Facebook vs. Mubarak

Absolutely fascinating:

[I]n Egypt, Facebook is the stage for the latest twist in the generation gap, playing host to politically hungry young Egyptians eager to take on their aging leader.

On May 4, Egyptian President Hosni Mubarak turns 80. To mark the big day for the man who has ruled them for 26 years, Egyptians who have known no other leader and who are increasingly going online to challenge him have urged their compatriots to go on strike, wear black, and write “No” to Mubarak on their money.

I know all of this, not through news stories, but because activists publicized the details and demands of the strike on Facebook....

A group promoting the May 4 strike has almost 74,000 members, up from about 60,000 a month ago....

To understand how rattled Mubarak’s regime is by the increasing popularity of what one young man called the “Political Party of the Internet,” look no further than Egypt's queen and king of Generation Facebook: Esra Abdel Fattah, 27, and Bilal Diab, 20.

Esra was detained for more than three weeks for forming a Facebook group calling Egyptians to take part in an April 6 general strike. Her group collected more than 60,000 names. She was released after her mother personally appealed to Mubarak and his wife.

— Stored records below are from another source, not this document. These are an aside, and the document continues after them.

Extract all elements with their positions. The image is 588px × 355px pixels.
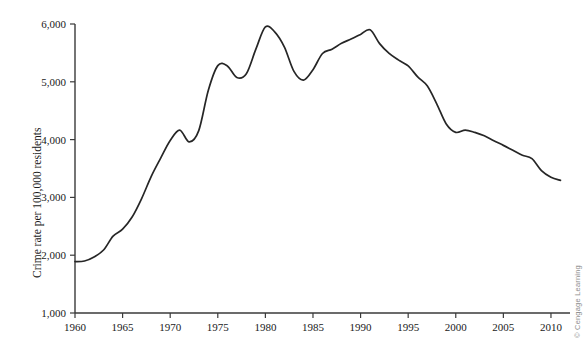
y-tick-label: 1,000 <box>41 307 66 319</box>
x-tick-label: 1960 <box>64 321 87 333</box>
x-tick-label: 1990 <box>350 321 373 333</box>
crime-rate-chart-figure: 1,0002,0003,0004,0005,0006,000 196019651… <box>0 0 588 355</box>
x-tick-label: 1970 <box>159 321 182 333</box>
x-tick-label: 1975 <box>207 321 230 333</box>
y-axis-label: Crime rate per 100,000 residents <box>31 128 43 278</box>
y-tick-label: 3,000 <box>41 191 66 203</box>
y-axis-tick-group: 1,0002,0003,0004,0005,0006,000 <box>41 18 75 319</box>
x-tick-label: 1995 <box>397 321 420 333</box>
x-tick-label: 1980 <box>254 321 277 333</box>
crime-rate-line-series <box>75 26 560 262</box>
y-tick-label: 6,000 <box>41 18 66 30</box>
y-tick-label: 5,000 <box>41 76 66 88</box>
chart-plot-area: 1,0002,0003,0004,0005,0006,000 196019651… <box>0 0 588 355</box>
copyright-credit: © Cengage Learning <box>573 265 582 338</box>
x-axis-tick-group: 1960196519701975198019851990199520002005… <box>64 313 562 333</box>
x-tick-label: 1965 <box>112 321 135 333</box>
y-tick-label: 4,000 <box>41 134 66 146</box>
x-tick-label: 2010 <box>540 321 563 333</box>
y-tick-label: 2,000 <box>41 249 66 261</box>
x-tick-label: 2000 <box>445 321 468 333</box>
x-tick-label: 2005 <box>492 321 515 333</box>
x-tick-label: 1985 <box>302 321 325 333</box>
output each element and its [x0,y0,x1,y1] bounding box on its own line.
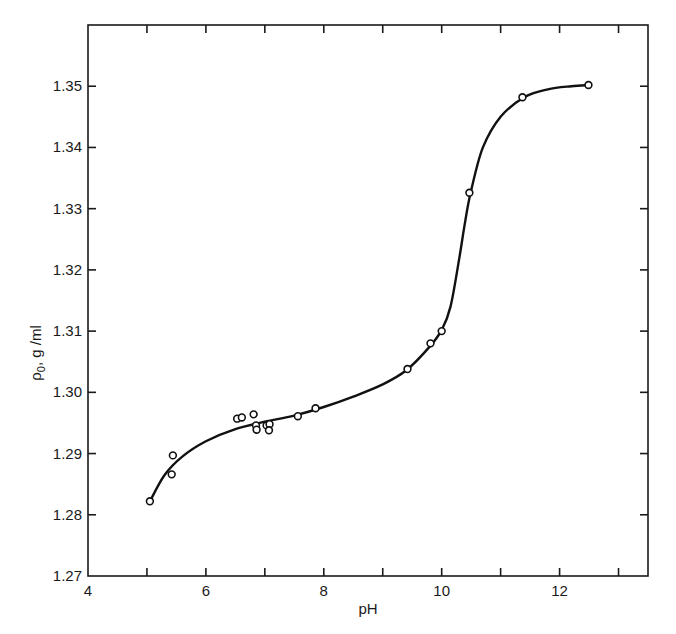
data-point [585,82,592,89]
data-point [146,498,153,505]
density-vs-ph-chart: 4681012 1.271.281.291.301.311.321.331.34… [0,0,676,634]
y-axis-label: ρ0, g /ml [27,325,47,381]
data-point [253,426,260,433]
y-tick-label: 1.32 [53,261,82,278]
data-point [466,189,473,196]
data-point [438,328,445,335]
x-tick-label: 8 [320,582,328,599]
x-tick-label: 6 [202,582,210,599]
y-axis-label-rho: ρ [27,372,44,381]
y-tick-label: 1.35 [53,77,82,94]
y-tick-label: 1.34 [53,138,82,155]
plot-frame [88,25,648,576]
y-axis-label-units: , g /ml [27,325,44,366]
data-point [404,366,411,373]
y-tick-label: 1.28 [53,506,82,523]
data-points [146,82,591,505]
x-tick-label: 12 [551,582,568,599]
svg-text:ρ0, g /ml: ρ0, g /ml [27,325,47,381]
data-point [168,471,175,478]
x-tick-labels: 4681012 [84,582,568,599]
y-tick-labels: 1.271.281.291.301.311.321.331.341.35 [53,77,82,584]
data-point [250,411,257,418]
data-point [312,405,319,412]
x-tick-label: 4 [84,582,92,599]
x-tick-label: 10 [433,582,450,599]
data-point [294,413,301,420]
data-point [427,340,434,347]
y-tick-label: 1.31 [53,322,82,339]
y-tick-label: 1.33 [53,200,82,217]
data-point [169,452,176,459]
x-axis-label: pH [358,600,377,617]
data-point [238,414,245,421]
axis-ticks [88,25,648,576]
data-point [519,94,526,101]
plot-border [88,25,648,576]
y-tick-label: 1.29 [53,445,82,462]
data-point [266,427,273,434]
fitted-curve [150,85,589,501]
y-tick-label: 1.30 [53,383,82,400]
y-tick-label: 1.27 [53,567,82,584]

What but desperation would inspire a regime with 26 years under its belt to detain a 27-year-old over a Facebook group?
Well, I think the writer is being a bit cavalier, and undercutting her own story. There's little difference, in terms of the threat they pose a repressive regime, between a woman running a Facebook group and an opposition newspaper editor. I'm not saying the woman should be arrested, but don't discount the power of the Internet. Facebook may be "cute," but it and online networking are powerful forces. That's the point of the entire story. So it's not "desperation" that's making the government detain her. It's the real power of the Internet to threaten corrupt regimes in closed societies.